SHAP (SHapley Additive exPlanations)
A game-theoretic approach to model interpretability that assigns each feature an importance value for a particular prediction. SHAP values quantify the marginal contribution of each input token—such as a specific drug mention or symptom descriptor—to the final adverse event classification. This allows safety reviewers to see exactly which words in a clinical narrative drove a model to flag a case as a potential signal, moving beyond correlation to causal feature attribution.
LIME (Local Interpretable Model-agnostic Explanations)
A technique that explains individual predictions by perturbing the input and learning a simpler, interpretable surrogate model locally around that prediction.
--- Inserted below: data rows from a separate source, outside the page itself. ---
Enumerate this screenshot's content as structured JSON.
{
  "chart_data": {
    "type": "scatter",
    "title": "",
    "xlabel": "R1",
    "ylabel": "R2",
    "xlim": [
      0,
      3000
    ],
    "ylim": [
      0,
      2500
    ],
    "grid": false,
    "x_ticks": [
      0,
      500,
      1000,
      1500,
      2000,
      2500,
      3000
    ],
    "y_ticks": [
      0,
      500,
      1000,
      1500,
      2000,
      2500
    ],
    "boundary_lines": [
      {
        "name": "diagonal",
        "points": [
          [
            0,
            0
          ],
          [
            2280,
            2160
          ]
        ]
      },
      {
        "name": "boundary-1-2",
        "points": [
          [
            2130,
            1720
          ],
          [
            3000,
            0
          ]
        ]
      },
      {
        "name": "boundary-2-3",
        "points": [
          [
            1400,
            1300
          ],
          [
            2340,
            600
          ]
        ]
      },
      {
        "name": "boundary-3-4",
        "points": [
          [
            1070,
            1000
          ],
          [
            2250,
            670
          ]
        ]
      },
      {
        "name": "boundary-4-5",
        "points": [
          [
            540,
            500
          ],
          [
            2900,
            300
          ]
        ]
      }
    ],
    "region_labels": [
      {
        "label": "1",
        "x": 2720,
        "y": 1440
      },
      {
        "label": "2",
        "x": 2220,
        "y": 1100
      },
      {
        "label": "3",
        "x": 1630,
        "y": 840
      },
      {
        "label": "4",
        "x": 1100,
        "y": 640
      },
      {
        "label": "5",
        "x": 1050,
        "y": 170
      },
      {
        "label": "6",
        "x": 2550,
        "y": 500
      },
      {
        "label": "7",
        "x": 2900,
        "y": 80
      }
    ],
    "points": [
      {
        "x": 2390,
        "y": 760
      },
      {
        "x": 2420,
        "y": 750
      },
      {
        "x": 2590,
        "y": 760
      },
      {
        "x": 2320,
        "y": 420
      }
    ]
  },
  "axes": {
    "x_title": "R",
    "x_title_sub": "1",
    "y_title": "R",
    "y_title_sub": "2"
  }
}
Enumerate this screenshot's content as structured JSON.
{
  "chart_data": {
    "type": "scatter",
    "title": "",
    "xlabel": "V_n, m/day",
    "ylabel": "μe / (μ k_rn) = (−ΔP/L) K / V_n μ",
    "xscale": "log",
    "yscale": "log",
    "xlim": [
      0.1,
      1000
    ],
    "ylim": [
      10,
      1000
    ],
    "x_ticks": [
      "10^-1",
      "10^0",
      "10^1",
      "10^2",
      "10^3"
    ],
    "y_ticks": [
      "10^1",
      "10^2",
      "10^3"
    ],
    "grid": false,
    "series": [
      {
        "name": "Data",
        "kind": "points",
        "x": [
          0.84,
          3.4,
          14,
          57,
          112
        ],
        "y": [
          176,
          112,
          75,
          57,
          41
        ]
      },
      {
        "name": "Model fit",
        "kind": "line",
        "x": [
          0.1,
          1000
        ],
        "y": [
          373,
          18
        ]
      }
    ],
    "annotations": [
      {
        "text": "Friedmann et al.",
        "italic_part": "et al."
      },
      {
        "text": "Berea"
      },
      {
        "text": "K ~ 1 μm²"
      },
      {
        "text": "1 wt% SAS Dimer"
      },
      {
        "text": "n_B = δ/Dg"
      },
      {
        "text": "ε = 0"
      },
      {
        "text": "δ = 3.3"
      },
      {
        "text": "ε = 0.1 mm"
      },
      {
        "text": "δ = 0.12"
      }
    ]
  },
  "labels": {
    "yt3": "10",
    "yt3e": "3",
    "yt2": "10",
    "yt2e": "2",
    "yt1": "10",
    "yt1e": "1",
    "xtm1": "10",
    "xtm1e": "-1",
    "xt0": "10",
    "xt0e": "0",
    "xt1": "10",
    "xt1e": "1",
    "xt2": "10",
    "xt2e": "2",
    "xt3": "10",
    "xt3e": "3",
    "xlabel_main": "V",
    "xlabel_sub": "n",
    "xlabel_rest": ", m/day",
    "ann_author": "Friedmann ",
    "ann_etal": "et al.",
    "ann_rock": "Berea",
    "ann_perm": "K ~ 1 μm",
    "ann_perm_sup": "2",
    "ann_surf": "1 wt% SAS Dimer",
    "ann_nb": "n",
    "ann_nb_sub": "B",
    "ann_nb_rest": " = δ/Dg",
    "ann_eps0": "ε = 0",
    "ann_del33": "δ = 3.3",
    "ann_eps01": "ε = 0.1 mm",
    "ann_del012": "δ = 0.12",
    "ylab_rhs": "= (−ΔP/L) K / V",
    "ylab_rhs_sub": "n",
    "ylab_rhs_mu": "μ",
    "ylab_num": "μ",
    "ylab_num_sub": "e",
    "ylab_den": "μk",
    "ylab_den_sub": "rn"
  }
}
In pharmacovigilance, LIME can generate explanations for a single Individual Case Safety Report (ICSR) by identifying which combinations of symptoms and temporal phrases most influenced the model's causality assessment, regardless of the underlying algorithm's complexity.
Attention Visualization
A method specific to transformer-based architectures that visualizes the attention weights between tokens in an input sequence. For a clinical language model processing a narrative, attention maps can reveal that the model linked the phrase 'rash developed' with 'Drug X' while ignoring a negated mention of 'no headache.' This provides a direct window into the model's contextual reasoning path for entity linking and relation extraction.
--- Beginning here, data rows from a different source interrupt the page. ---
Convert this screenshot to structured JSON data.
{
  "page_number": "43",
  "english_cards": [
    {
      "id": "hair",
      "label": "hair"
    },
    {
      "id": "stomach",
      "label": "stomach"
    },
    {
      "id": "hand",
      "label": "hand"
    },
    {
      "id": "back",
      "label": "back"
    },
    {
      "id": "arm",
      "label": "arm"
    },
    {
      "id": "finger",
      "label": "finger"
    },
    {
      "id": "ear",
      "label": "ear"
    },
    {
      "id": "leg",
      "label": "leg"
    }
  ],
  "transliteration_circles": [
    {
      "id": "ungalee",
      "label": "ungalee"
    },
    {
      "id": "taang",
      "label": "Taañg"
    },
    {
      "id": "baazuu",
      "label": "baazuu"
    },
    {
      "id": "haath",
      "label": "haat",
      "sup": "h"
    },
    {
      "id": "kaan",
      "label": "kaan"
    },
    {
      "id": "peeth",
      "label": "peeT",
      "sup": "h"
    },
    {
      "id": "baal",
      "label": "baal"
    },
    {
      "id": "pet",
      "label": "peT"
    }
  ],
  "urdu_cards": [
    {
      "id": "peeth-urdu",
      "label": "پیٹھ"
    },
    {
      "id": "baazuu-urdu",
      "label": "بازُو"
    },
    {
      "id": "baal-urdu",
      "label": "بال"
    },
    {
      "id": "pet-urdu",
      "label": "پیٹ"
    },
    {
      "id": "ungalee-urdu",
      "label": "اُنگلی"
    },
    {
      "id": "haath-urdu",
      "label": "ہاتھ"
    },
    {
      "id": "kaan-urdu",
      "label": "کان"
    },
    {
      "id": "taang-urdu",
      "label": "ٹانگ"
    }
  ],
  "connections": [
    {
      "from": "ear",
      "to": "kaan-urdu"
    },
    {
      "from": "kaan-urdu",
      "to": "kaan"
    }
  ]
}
Counterfactual Explanations
An explanation method that answers the question: 'What minimal change to the input would alter the prediction?' For a causality assessment model, a counterfactual might state: 'If the temporal relationship was negative instead of positive, the predicted causality would change from Possible to Unlikely.' This helps drug safety officers understand the decision boundary and the specific clinical criteria driving the model's logic.
Integrated Gradients
A gradient-based attribution method that satisfies the axioms of sensitivity and implementation invariance. It computes the average gradient of the model's output relative to the input along a path from a baseline to the actual input. For an adverse event classifier, this highlights the specific tokens in a clinical document that cumulatively contribute to a positive signal detection, offering a mathematically rigorous alternative to raw gradient saliency maps.
Concept-Based Explanations (TCAV)
Testing with Concept Activation Vectors (TCAV) provides explanations in terms of high-level, human-friendly concepts rather than raw input features. A pharmacovigilance team can define a concept like 'anaphylaxis severity' using a set of example texts. TCAV then quantifies the sensitivity of a signal detection model to that clinical concept, enabling validation that the model's internal representation aligns with established medical ontology definitions.

About the author
Prasad Kumkar
CEO & MD, Inference Systems
Prasad Kumkar is the CEO & MD of Inference Systems and writes about AI systems architecture, LLM infrastructure, model serving, evaluation, and production deployment. Over 5+ years, he has worked across computer vision models, L5 autonomous vehicle systems, and LLM research, with a focus on taking complex AI ideas into real-world engineering systems.
His work and writing cover AI systems, large language models, AI agents, multimodal systems, autonomous systems, inference optimization, RAG, evaluation, and production AI engineering.